Is Solar Waste a Problem?
A data-driven analysis of solar's waste problem compared to other energy sources
In rural communities across the United States, local residents are rejecting solar farms because of fears about their waste.
The idea has taken root among citizens’ groups fighting local solar proposals. Last year, fears that toxins would leach out of solar panels and contaminate soil and groundwater helped kill an Ohio solar project. In other communities, this narrative is fueling efforts to ban new solar farms outright.
Right-wing nonprofits—including many who receive money from fossil fuel donors—have seized on the opportunity, amplifying the message.
But a recent analysis of solar waste reveals that the problem is being exaggerated and stripped of important context.
Putting solar waste in context
Solar panels have finite lifetimes. They typically work well for about 25 to 35 years. When they break or become too degraded for normal use, they’re recycled, repurposed or thrown away. Today, due to the high cost of recycling and the limited market for used panels, the vast majority of decommissioned solar panels end up in landfills.
In 2016, IRENA found that cumulative global photovoltaic waste would reach an estimated 60 million metric tons by 2050. No matter how you slice it, 60 million metric tons of waste is a lot. That’s the weight of 180 Empire State Buildings. It’s like throwing away about 350 billion iPhone 14s.
But according to an analysis by researchers at NREL that was published last month in the journal Nature Physics, the scale of photovoltaic waste is tiny compared with that of the rest of the global waste stream.
The Nature Physics article notes that in the years since the 2016 IRENA report, solar panels’ lifetimes have gotten a lot longer, but the total solar capacity projected to be built as part of the energy transition has “increased dramatically.” The authors project that by 2050, cumulative global photovoltaic waste will fall somewhere in the range of 54 to 160 million metric tons.
But, unlike many past studies, the NREL researchers put this number in context of the broader waste stream. They estimate that over that same period, the world will have to deal with approximately 70 billion metric tons of municipal waste, 46 billion metric tons of coal ash, 12 billion metric tons of plastic waste, 2 billion metric tons of electronic waste, and 249 million metric tons of oily sludge.
Even in the worst-case scenario, coal will still be responsible for roughly 285 times more waste than solar between now and 2050. But the researchers estimate that there could be as much as 850 times more waste from coal than from solar over that period.
There’s also a lot of momentum behind efforts to expand recycling efforts and make the process more affordable as early solar installations continue to come offline, an option that has yet to prove scalable for fossil fuel byproducts like coal ash and oily sludge.
Solar waste isn’t as toxic as fossil fuel byproducts
And then there’s the other side to the controversy over photovoltaic waste.
The 2016 IRENA report identified lead, indium, gallium, selenium, cadmium and tellurium as human health hazards linked to solar panels. It warned that “[t]he risk that materials will leach out of the end-of-life product or its components to the environment is very significant.”
Other widely circulated lists of dangerous solar panel components have tacked on things like arsenic, germanium, hexavalent chromium, and perfluoroalkyl substances, better known as PFAS.
NREL’s researchers examined this problem, too. They found that the problem of toxic waste is much smaller than once thought.
Virtually all of the solar panels sold globally are made with just two types of photovoltaic modules. “We have not found any evidence,” the authors write, “that either of these PV technologies contain arsenic, gallium, germanium, hexavalent chromium or perfluoroalkyl substances.”
They add that, according to the International Energy Agency, “the only potential human health and environmental concerns” in commercial photovoltaic modules are trace amounts of lead in some panels and a relatively stable cadmium compound in others.
The latter makes up just 3% of the global photovoltaic market. It’s already possible for the cadmium and tellurium in those solar panels to be recovered, recycled, and kept out of landfills entirely.
Coal ash, oily sludge, and electronic waste are all laden with many dangerous toxins and aren’t always disposed of properly, putting communities near power plants, refineries, and landfills at risk.
Towards the end of their analysis, NREL’s researchers call on the solar industry to invest in longer-lasting panels and better recycling programs. Recycling, they argue, will be key to decarbonizing the PV supply chain and reducing waste.
However, they conclude, “Placing the expected PV module waste stream in context, the transition to replace fossil-based energy with renewables represents a substantial reduction in mass and toxicity of waste.”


### [REQUIRED ACTION]
Write out exactly the first lines of the listing, ending on the line that contains "Task: Click on the span: Parades".

### [DATA IN THIS EXERCISE]
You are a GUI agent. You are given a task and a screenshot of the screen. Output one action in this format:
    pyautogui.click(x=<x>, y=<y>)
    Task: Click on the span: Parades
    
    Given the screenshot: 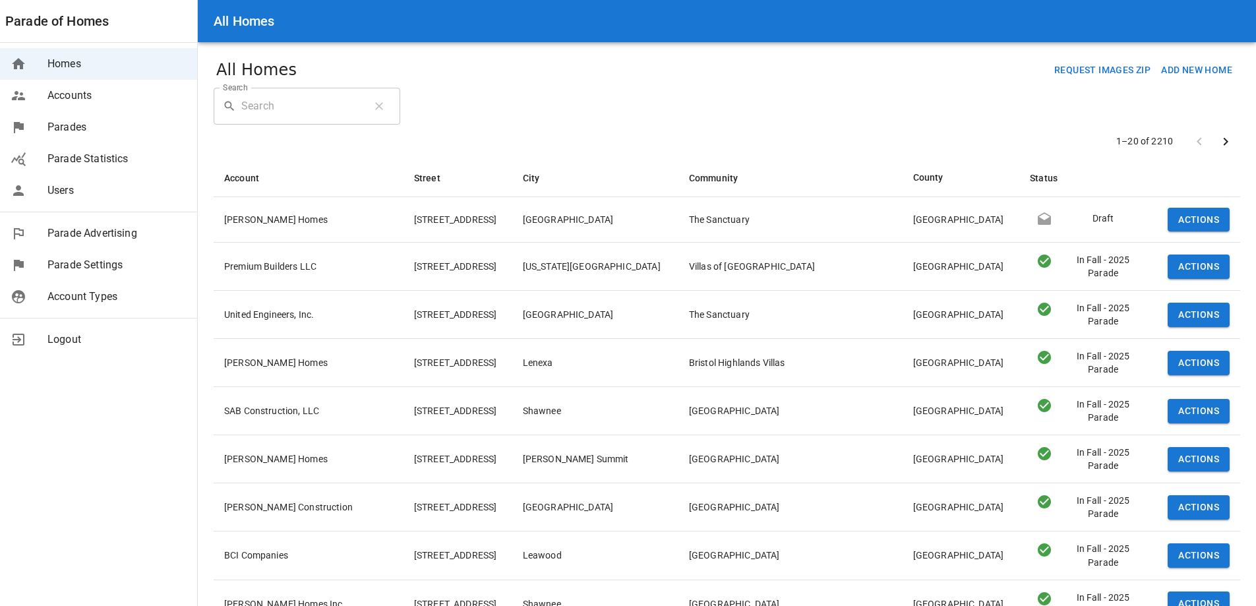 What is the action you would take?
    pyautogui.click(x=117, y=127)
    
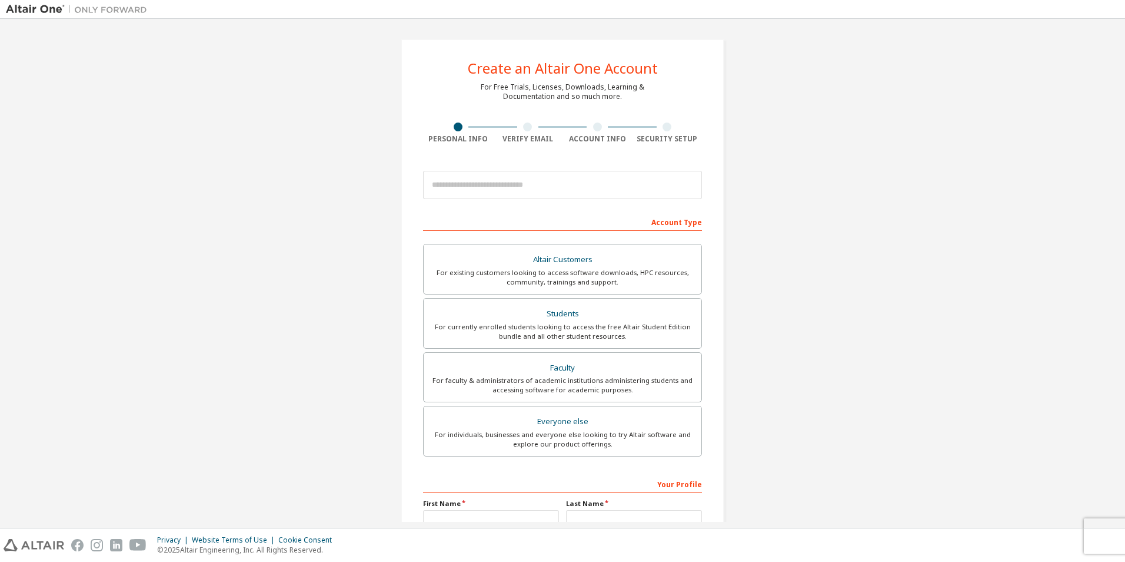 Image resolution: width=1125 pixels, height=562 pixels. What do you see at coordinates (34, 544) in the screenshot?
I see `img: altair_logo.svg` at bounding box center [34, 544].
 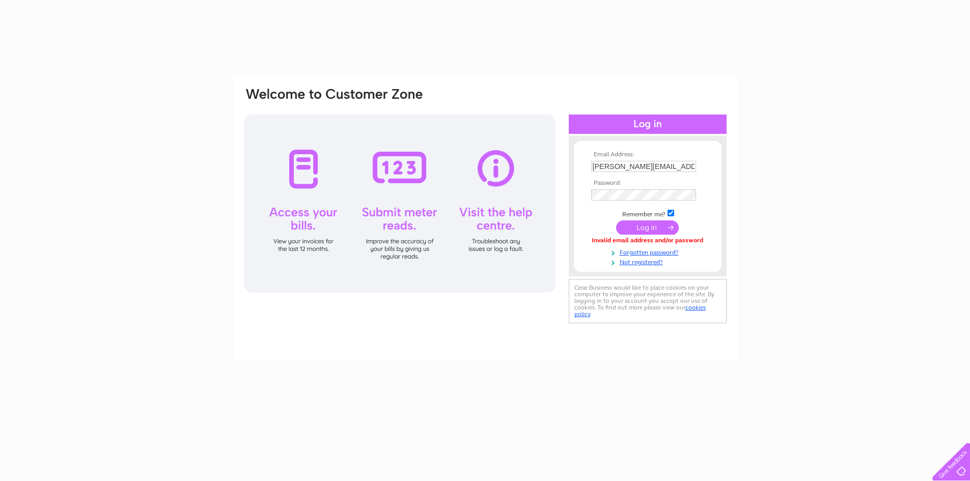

### [RESULT OF THIS TASK]
You are a GUI agent. You are given a task and a screenshot of the screen. Output one action in this format:
    pyautogui.click(x=<x>, y=<y>)
    Task: Click on the span: Parades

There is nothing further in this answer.